Current approaches to peace processes have failed to result in lasting peace. At the end of 2019, global displacement reached 79.5 million people, 26 million of which were refugees, due to war, violence, persecution and other emergencies. This is almost double the number of people in crisis a decade ago. In fact, most of the world’s major violent conflicts are not being resolved, and close to half of all conflicts between 1989 and 2018 have recurred despite political settlements.

The ineffectiveness of the international community’s approach in addressing contemporary challenges to peace and conflict has long been known to practitioners, researchers and policymakers, yet current approaches to peace remain outdated and ineffective. Local ownership, and leadership are acknowledged as crucial to peace, but most peace processes continue to be externally designed, forcing locals into implementing roles instead of being in charge of their design and planning. Ambitious UN initiatives such as the Sustaining Peace agenda have demonstrated a global political will to change this, but they have thus far failed to establish new good practice for conducting effective peace processes.

This situation calls for a fundamental shift in how peace processes are developed and structured. To that end, we invite local activists, changemakers, organizers, healers, and peacebuilders to join us for a one-day conversation on June 22nd, 2021 on local ownership in peace processes.

Apply now to join the discussion

Using Platform4Dialogue, we will discuss how local actors conceive of local ownership in peace processes. We will also consider how to better structure, sequence and build more inclusive peace processes, ensuring that they are genuinely designed and led by local actors.

During the consultation, some of the key questions we will be asking are as follows:

  • What do you understand by the term ‘local ownership’? What about ‘local leadership’? Are these terms useful?
  • What do you think current approaches to peace processes have failed to consider when it comes to local actors?
  • What do you think of the relationship between the international community and the local actors in peace processes?
  • How could we achieve greater local ownership in peace processes?

While the main language of the consultation will be in English, there will also be opportunity for more focused discussions in French, Spanish in Arabic. Participants who speak French, Spanish and Arabic will be able to use the automatic translate function built into the discussion platform.

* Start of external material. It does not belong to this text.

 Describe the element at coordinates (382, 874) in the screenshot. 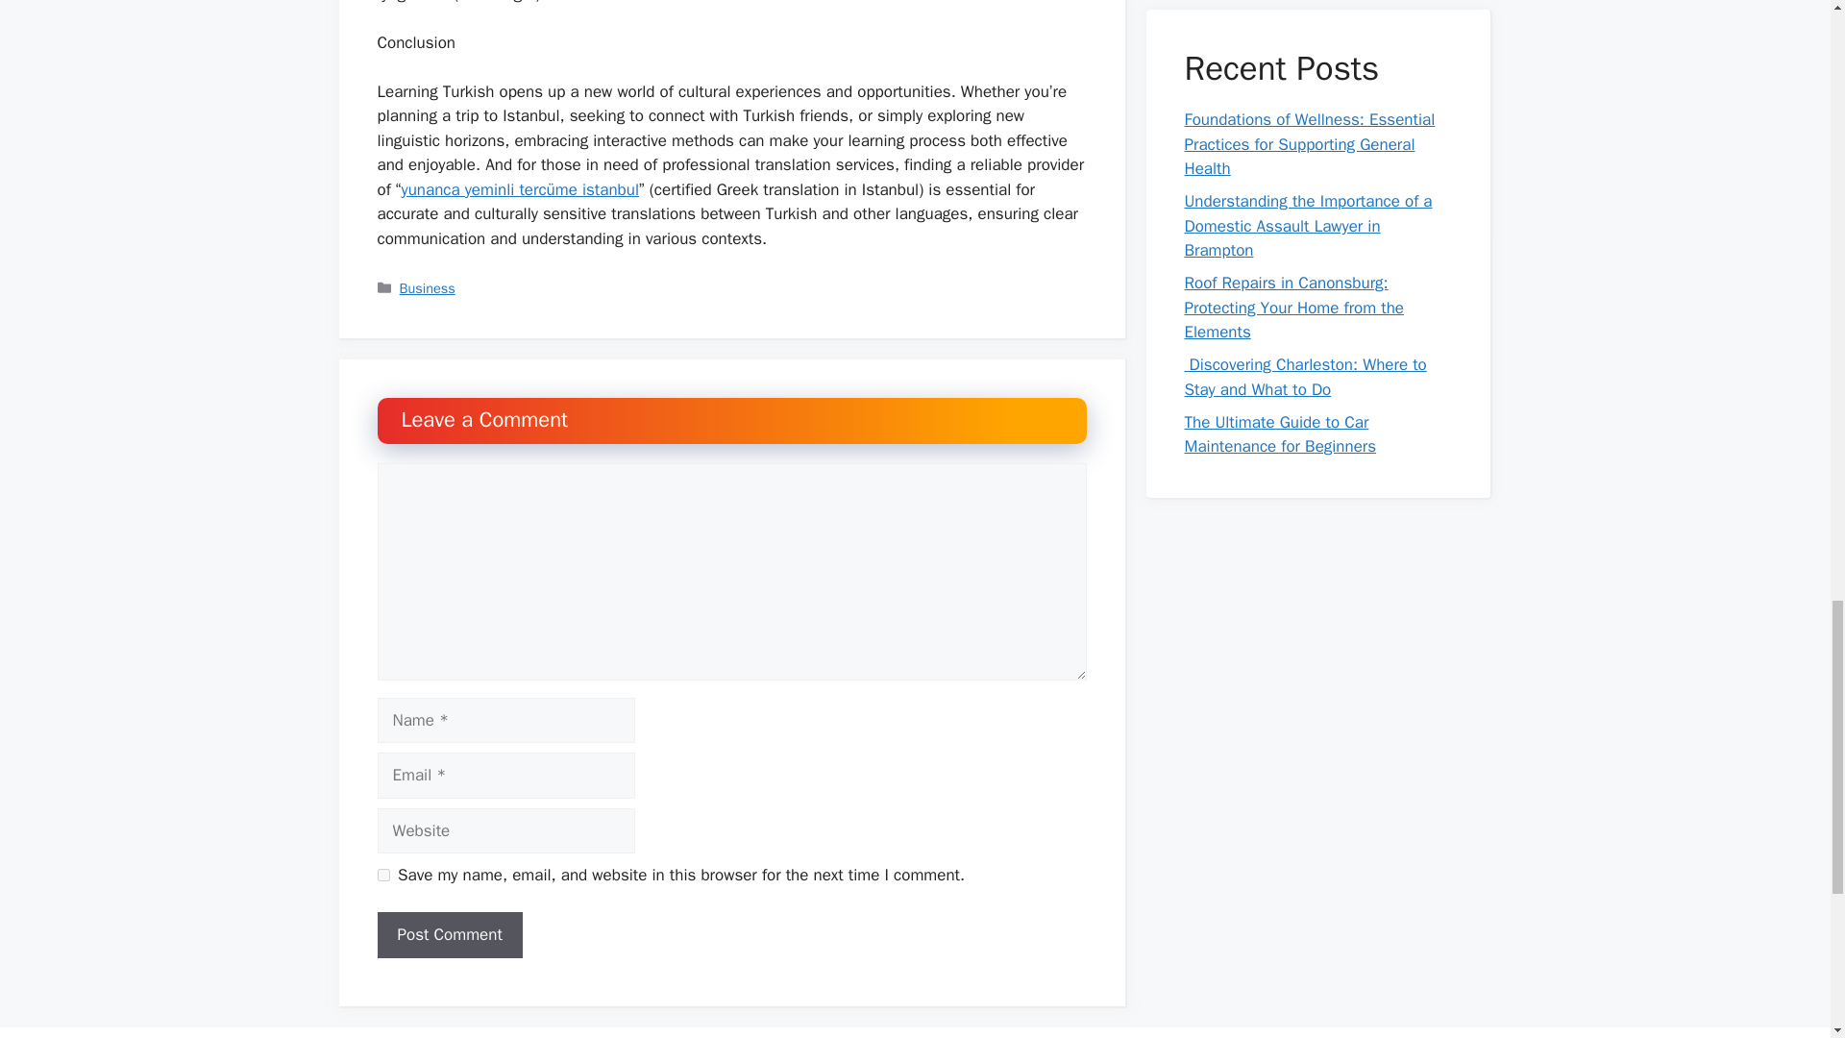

Register for the consultation using this link by June 17th, and please forward this to anyone you think might be interested.

Apply now to join the discussion


This consultation is part of Principles for Peace, a global participatory initiative to re-frame the current narrow, exclusionary, and flawed way peace processes are understood and implemented. It facilitates collective effort based on an inclusive bottom-up and top-down process to develop new international principles to better enable local, national and international actors to craft more inclusive peace processes that result in lasting peace.